NEWS

Papandreou vows to press on

Prime Minister George Papandreou vowed on Sunday to continue with the overhaul of Greece?s public finances despite his inability to agree on measures with the leaders of opposition parties, while in the largest demonstration so far from the ?Indignant? movement in Athens, thousands protested austerity measures.

Speaking from Kalavryta in the Peloponnese, Papandreou said he had not been deterred by two failed attempts last week to obtain cross-party support for fiscal measures. ?I will do my duty, I am not interested in petty party political games, nor in political cost,? said the prime minister, who added that Greece would prove the ?naysayers? wrong.

?We are in the first year of a three-year effort,? he noted. The prime minister said that he was optimistic Greece would have a primary budget surplus by next year.

However, Papandreou came under attack from his political rivals over the weekend. The leader of the Coalition of the Radical Left (SYRIZA), Alexis Tsipras, accused Papandreou of attempting to bypass the will of the Greek people by suggesting during the leaders? meeting on Friday the idea of bringing opposition politicians or other figures not aligned to any of the parties into the government. ?It is not enough that they handed the economy over to the bankers, now they want to hand over the popular mandate,? Tsipras told SYRIZA members.

Speaking at the congress of her centrist party, Democratic Alliance, Dora Bakoyannis, suggested that Papandreou and the New Democracy leader were putting personal interest ahead of the country. ?They want to be the drachma prime ministers,? she said.

Perhaps the strongest condemnation of the government, and the political system as a whole, came from protesters who gathered in Syntagma Square for a fifth consecutive day. It was the largest demonstration by the so-called Indignant movement, with estimates putting the crowd at anywhere between 30,000 and 100,000 people.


### REQUIREMENT
Copy every line from the one that holds "Could you detect fashion accessory for me?" to the end of the records below, exactly and with nothing else, but without any pictures.

### RECORDS PROVIDED
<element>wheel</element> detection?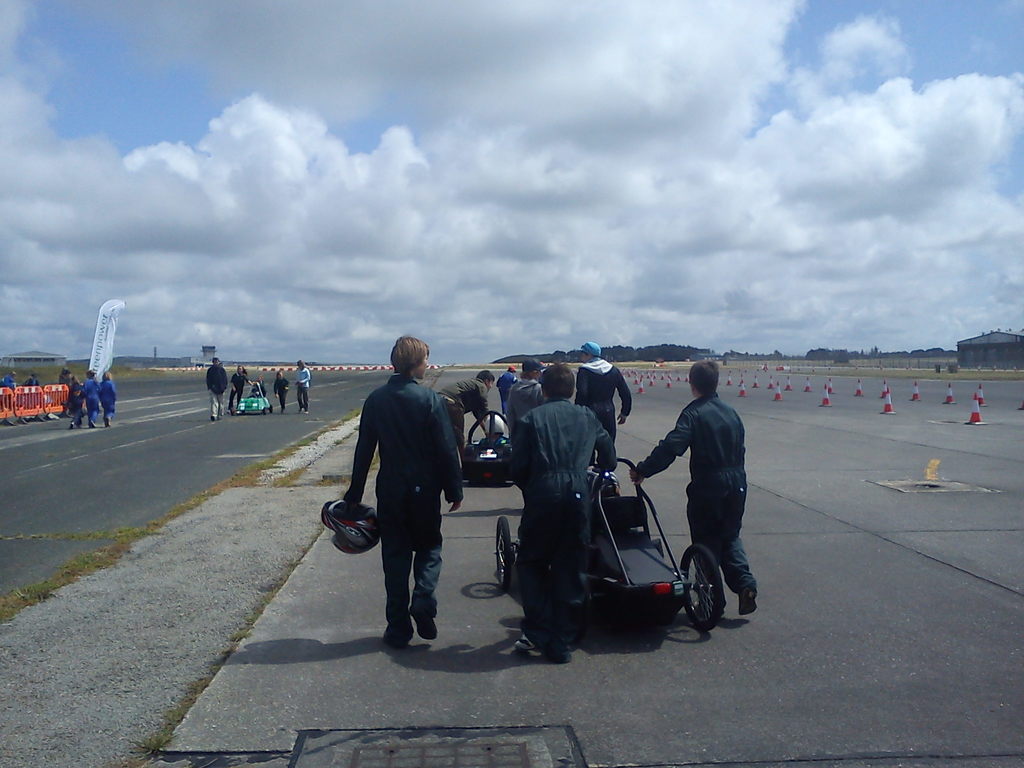
<bbox>679, 549, 735, 637</bbox>
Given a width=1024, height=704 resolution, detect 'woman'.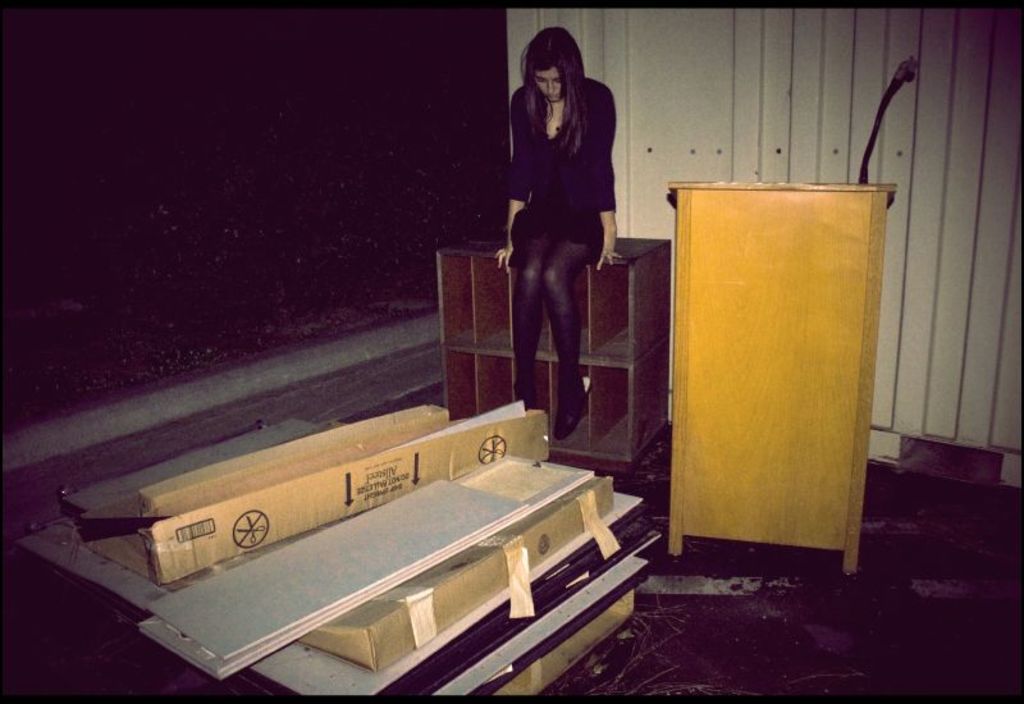
region(494, 18, 635, 458).
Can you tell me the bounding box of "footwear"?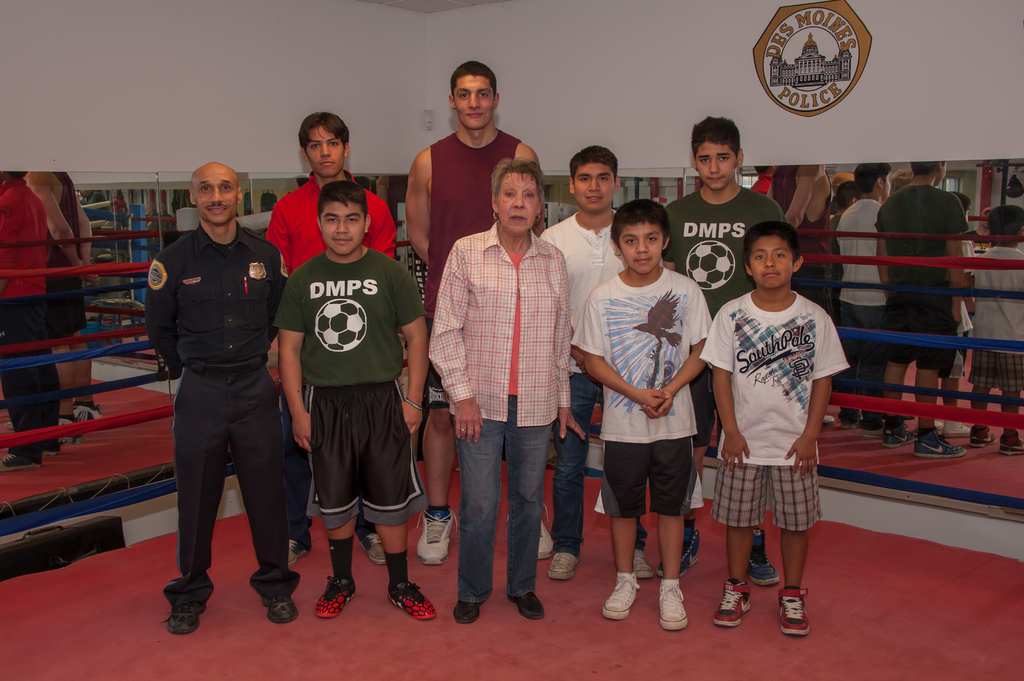
detection(666, 523, 699, 569).
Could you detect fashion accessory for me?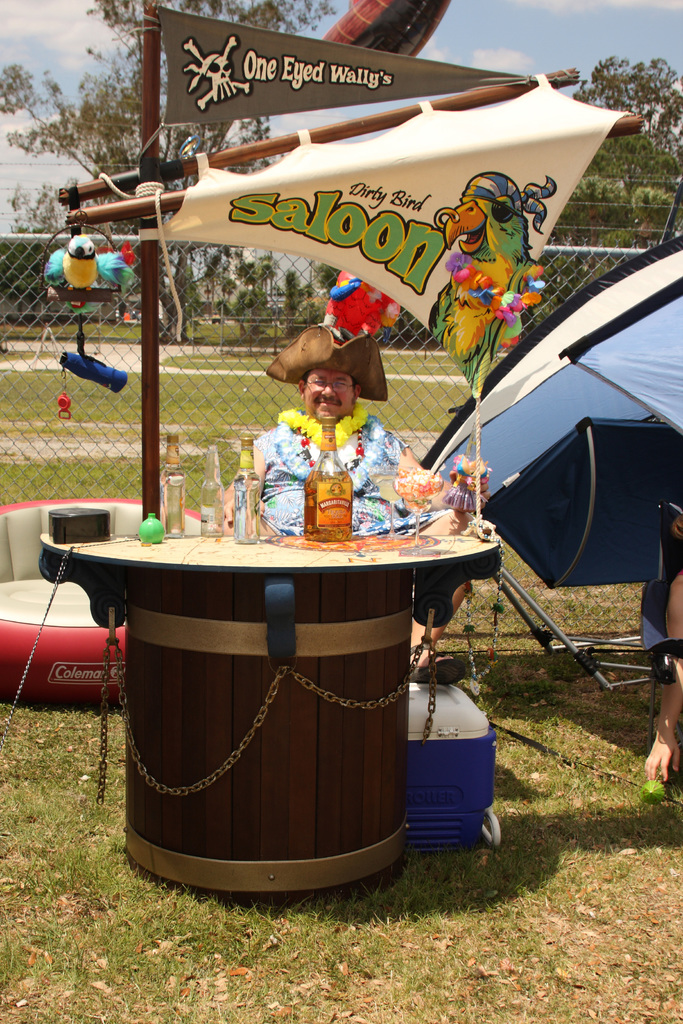
Detection result: <bbox>278, 408, 369, 448</bbox>.
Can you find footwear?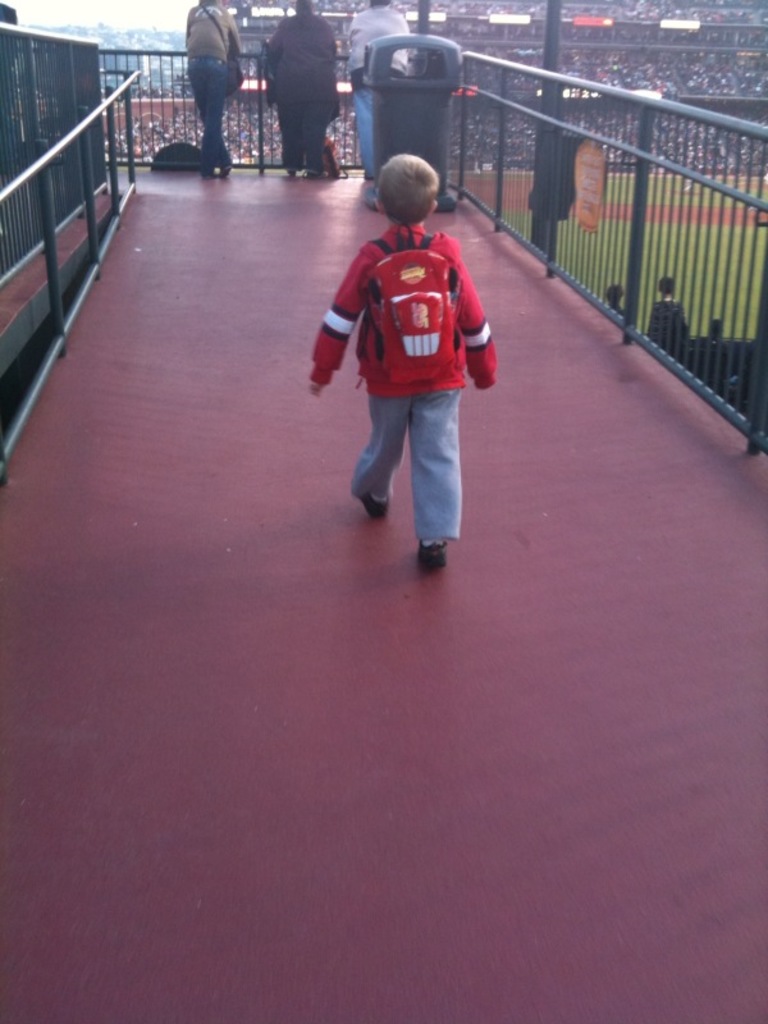
Yes, bounding box: bbox(302, 170, 320, 180).
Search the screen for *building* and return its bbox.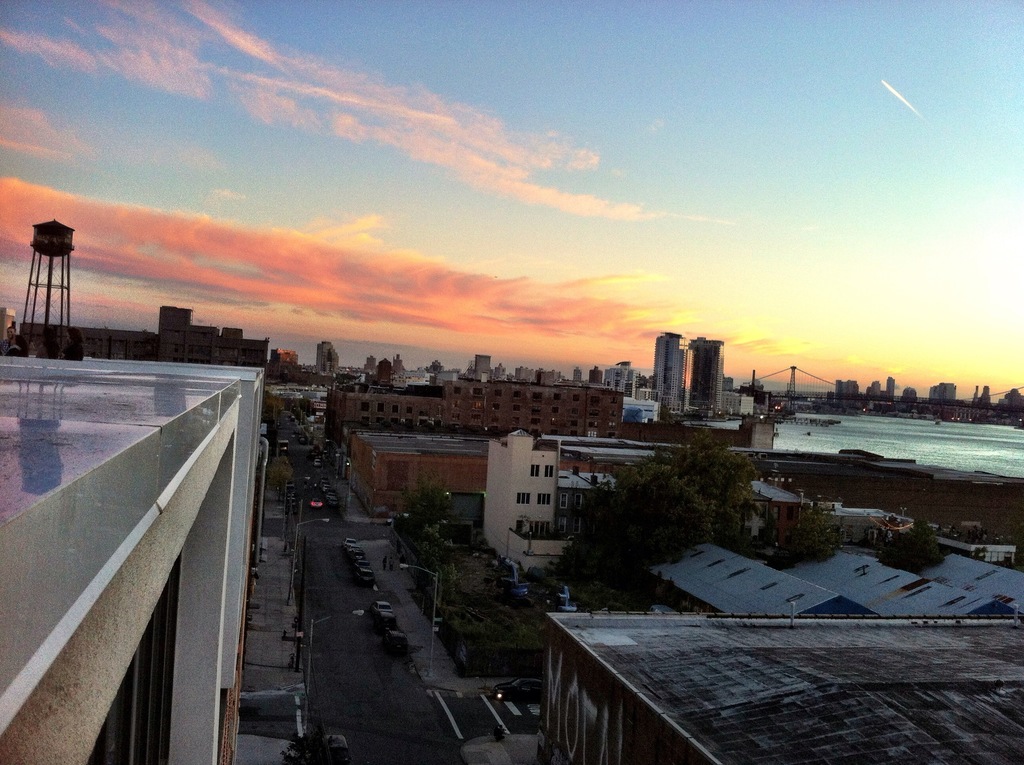
Found: [328, 374, 624, 447].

### SOLUTION
Could you detect fashion accessory for me?
Detection result: <bbox>278, 408, 369, 448</bbox>.
Can you find footwear?
Yes, bounding box: bbox(302, 170, 320, 180).
Search the screen for *building* and return its bbox.
Found: [328, 374, 624, 447].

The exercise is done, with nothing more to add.